Nowhere Boy was edited by Goldfrapp's partner, filmmaker Lisa Gunning, who also directed five beautiful shorts on a next-to-nothing budget to accompany the key tracks from Tales of Us. "It's always a slight worry working with your partner," Goldfrapp says. "You're never quite sure whether that's the right thing to do or not -- it could be a bloody disaster. But it's been fantastic."

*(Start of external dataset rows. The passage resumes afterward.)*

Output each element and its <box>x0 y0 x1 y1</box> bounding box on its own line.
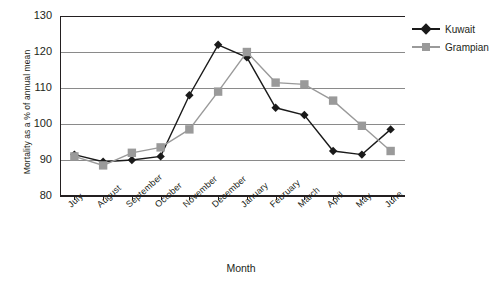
grampian-square-icon <box>412 41 440 53</box>
data-point-grampian-april[interactable] <box>329 96 337 104</box>
series-line-grampian <box>74 52 390 165</box>
y-tick-130: 130 <box>22 10 52 21</box>
kuwait-diamond-icon <box>412 23 440 35</box>
data-point-kuwait-september[interactable] <box>128 156 136 164</box>
data-point-grampian-may[interactable] <box>358 122 366 130</box>
data-point-grampian-march[interactable] <box>300 80 308 88</box>
data-point-grampian-june[interactable] <box>386 147 394 155</box>
data-point-kuwait-november[interactable] <box>185 91 193 99</box>
legend-item-kuwait[interactable]: Kuwait <box>412 20 489 38</box>
y-tick-120: 120 <box>22 46 52 57</box>
data-point-grampian-january[interactable] <box>243 48 251 56</box>
data-point-grampian-february[interactable] <box>271 78 279 86</box>
data-point-grampian-july[interactable] <box>70 152 78 160</box>
data-point-grampian-december[interactable] <box>214 87 222 95</box>
chart-legend: Kuwait Grampian <box>412 20 489 56</box>
plot-area <box>60 16 405 196</box>
data-point-grampian-august[interactable] <box>99 161 107 169</box>
data-point-kuwait-december[interactable] <box>214 41 222 49</box>
data-series-layer <box>60 16 405 196</box>
data-point-kuwait-october[interactable] <box>156 152 164 160</box>
legend-label-kuwait: Kuwait <box>445 24 475 35</box>
legend-label-grampian: Grampian <box>445 42 489 53</box>
legend-item-grampian[interactable]: Grampian <box>412 38 489 56</box>
y-tick-110: 110 <box>22 82 52 93</box>
data-point-grampian-november[interactable] <box>185 125 193 133</box>
data-point-grampian-october[interactable] <box>156 143 164 151</box>
x-axis-title: Month <box>0 262 482 274</box>
y-tick-80: 80 <box>22 190 52 201</box>
y-tick-100: 100 <box>22 118 52 129</box>
y-tick-90: 90 <box>22 154 52 165</box>
data-point-grampian-september[interactable] <box>128 149 136 157</box>
data-point-kuwait-february[interactable] <box>271 104 279 112</box>
series-line-kuwait <box>74 45 390 162</box>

Tension arose only after Goldfrapp forgot to bring a key prop to the set while filming the first clip, for the murderous ode "Jo." The crew had decamped to a forest in Essex on the outskirts of London to capture the mood, and Gunning had purchased an ax online that Goldfrapp had been temporarily stowing in her car. "I really hated the ax being in the car," she says. "I thought, I cannot have this anymore. Something weird's going to happen. Someone's child will get in and knock their leg against it and that'll be the end of their leg. So I took it out of the car and put it at the back of our shed. Of course when we came to do the video, we got there and Lisa said, 'Can you get the ax?' I suddenly had this 'Oh my god, where's the fucking ax?' " moment. I had to ring a taxi company and say, 'Can you go up to my shed, get an ax I've left behind there, put it in a car, and bring it to these woods in the middle of the night?' It doesn't sound good, does it?" Considering the source, it couldn't sound more perfect.